Illiberal.
That one word, expresses my primary fear about President Donald J Trump. Yesterday I posted An Exile in Trumplandia Discovers Twitter which I hope partially illustrates our president’s response to some of the institutional pushback he is seeing. When I use the word “liberal”, I am not using the word to mean government control, as “liberal” has come to mean in typical usage in the political arena in the United States. My usage of the word liberal indicates a belief that the individual is of great worth as a human being. Because each individual human being is created in the image of God, each individual person is owed respect and dignity consistent with the image of God each person carries. No other way people may choose to categorize and subdivide themselves is more important than the simple fact that they are human and created in the image of God. Race, ethnicity, gender, income level, or any other categorization that people place on themselves is not as important as humanity qua humanity. Liberalism, properly understood, places a great importance on the individual. However, individualism need not be confused with selfish sinful behavior as is sometimes proclaimed from the pulpit. There is no reason to associate a proper individualism with individual sin. People sin in liberal democracies, illiberal democracies, democratic socialism, Communist regimes, or any other political structure we have devised. To blame individual human sin on a political system is to deny the root cause of humanity’s problems – our sinful hearts. When I say I believe President Trump is illiberal I am not paying him a compliment. I do not believe that President Trump has a high enough view of individual people – that he does not accord sufficient respect and dignity to groups (people who are not United States citizens–and some who are) of people. I am saying that his presidency has the potential to push the United States and western democracy in the direction most of us do not want to go.
In 1944, Friedrich von Hayek, published The Road to Serfdom. Based on Hayek’s observations on the European continent in the previous decades, The Road to Serfdom gave warning that the Socialist road Western democracies were taking would ultimately be the road to totalitarianism. The book was very popular and Hayek’s predictions did not come true. Hayek’s predictions at least partially were not fulfilled because Western citizens heeded his warnings.
The first chapter in the book is titled “The Abandoned Road”. At the time, because of policy based on separating people into economic categories or classes (socialism) Hayek observed a major unintended consequence of socialism.
How sharp a break not only with the recent past but with the whole evolution of Western civilization the modern trend towards socialism means becomes clear if we consider it not merely against the background of the nineteenth century but in a longer historical perspective. We are rapidly abandoning not the views merely of Cobden and Bright, of Adam Smith and Hume, or even of Locke and Milton, but one of the salient characteristics of Western civilization as it has been grown from foundations laid by Christianity and the Greeks and Romans. Not merely nineteenth– and eighteenth-century liberalism, but the basic individualism inherited by us from Erasmus and Montaigne, from Cicero and Tacitus, Pericles and Thucydides, is progressively relinquished. (emphasis added)
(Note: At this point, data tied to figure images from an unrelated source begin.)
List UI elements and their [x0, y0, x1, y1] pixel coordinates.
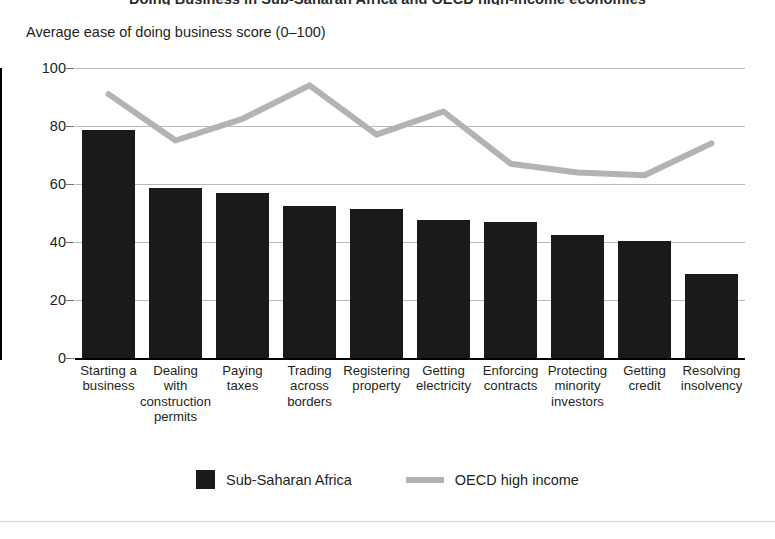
- footer-divider: [0, 521, 775, 522]
- legend-square-swatch-icon: [196, 470, 215, 489]
- y-tick-mark-40: [66, 242, 74, 243]
- legend-label-sub-saharan-africa: Sub-Saharan Africa: [226, 472, 352, 488]
- y-tick-mark-80: [66, 126, 74, 127]
- y-axis-caption: Average ease of doing business score (0–…: [26, 24, 326, 40]
- plot-area: [75, 68, 745, 358]
- chart-title: Doing Business in Sub-Saharan Africa and…: [0, 0, 775, 5]
- y-axis-line: [0, 68, 2, 360]
- y-tick-label-20: 20: [20, 292, 66, 308]
- legend-item-oecd-high-income[interactable]: OECD high income: [406, 472, 579, 488]
- y-tick-label-40: 40: [20, 234, 66, 250]
- y-tick-label-80: 80: [20, 118, 66, 134]
- y-tick-mark-100: [66, 68, 74, 69]
- legend-item-sub-saharan-africa[interactable]: Sub-Saharan Africa: [196, 470, 352, 489]
- x-axis-label-9: Resolvinginsolvency: [672, 363, 751, 394]
- legend-line-swatch-icon: [406, 477, 444, 483]
- y-tick-mark-0: [66, 358, 74, 359]
- y-tick-mark-60: [66, 184, 74, 185]
- line-series-oecd-high-income: [75, 68, 745, 358]
- y-tick-mark-20: [66, 300, 74, 301]
- chart-legend: Sub-Saharan Africa OECD high income: [0, 470, 775, 489]
- chart-figure: Doing Business in Sub-Saharan Africa and…: [0, 0, 775, 539]
- y-tick-label-60: 60: [20, 176, 66, 192]
- x-axis-category-labels: Starting abusinessDealingwithconstructio…: [75, 363, 745, 463]
- oecd-polyline: [109, 85, 712, 175]
- x-axis-baseline: [75, 358, 745, 360]
- legend-label-oecd-high-income: OECD high income: [455, 472, 579, 488]
- y-tick-label-0: 0: [20, 350, 66, 366]
- y-tick-label-100: 100: [20, 60, 66, 76]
Hayek warned about socialism driving Western civilization down the road to serfdom–toward an authoritarian led totalitarian political economic system. Socialism divides and separates people according to economic class. People in the wealthier class are not provided with the dignity and respect with which creation in the image of God demands. In socialism, government takes from the rich to give to the poor. Political fascism divides people along religious, racial, and ethnic lines to lay the foundation for some of humanity’s greatest crimes against humanity. President Trump divides us according to nationality. The dividing lines are political. Economics is always inextricably linked to politics, but the base dividing line in Trumplandia is political. I shudder to think what might happen with our sharpened nationalism.
While much of what we talk about with respect to President Trump will necessarily relate to policy, ultimately my concerns go beyond policy. I will agree with some of President Trump’s economic (and other) policies. My Trumplandia policy concerns are manifest in immigration and trade. But the root of the concerns are based in the shift away from a properly understood liberal individualism that respects individual people as being created in the image of God.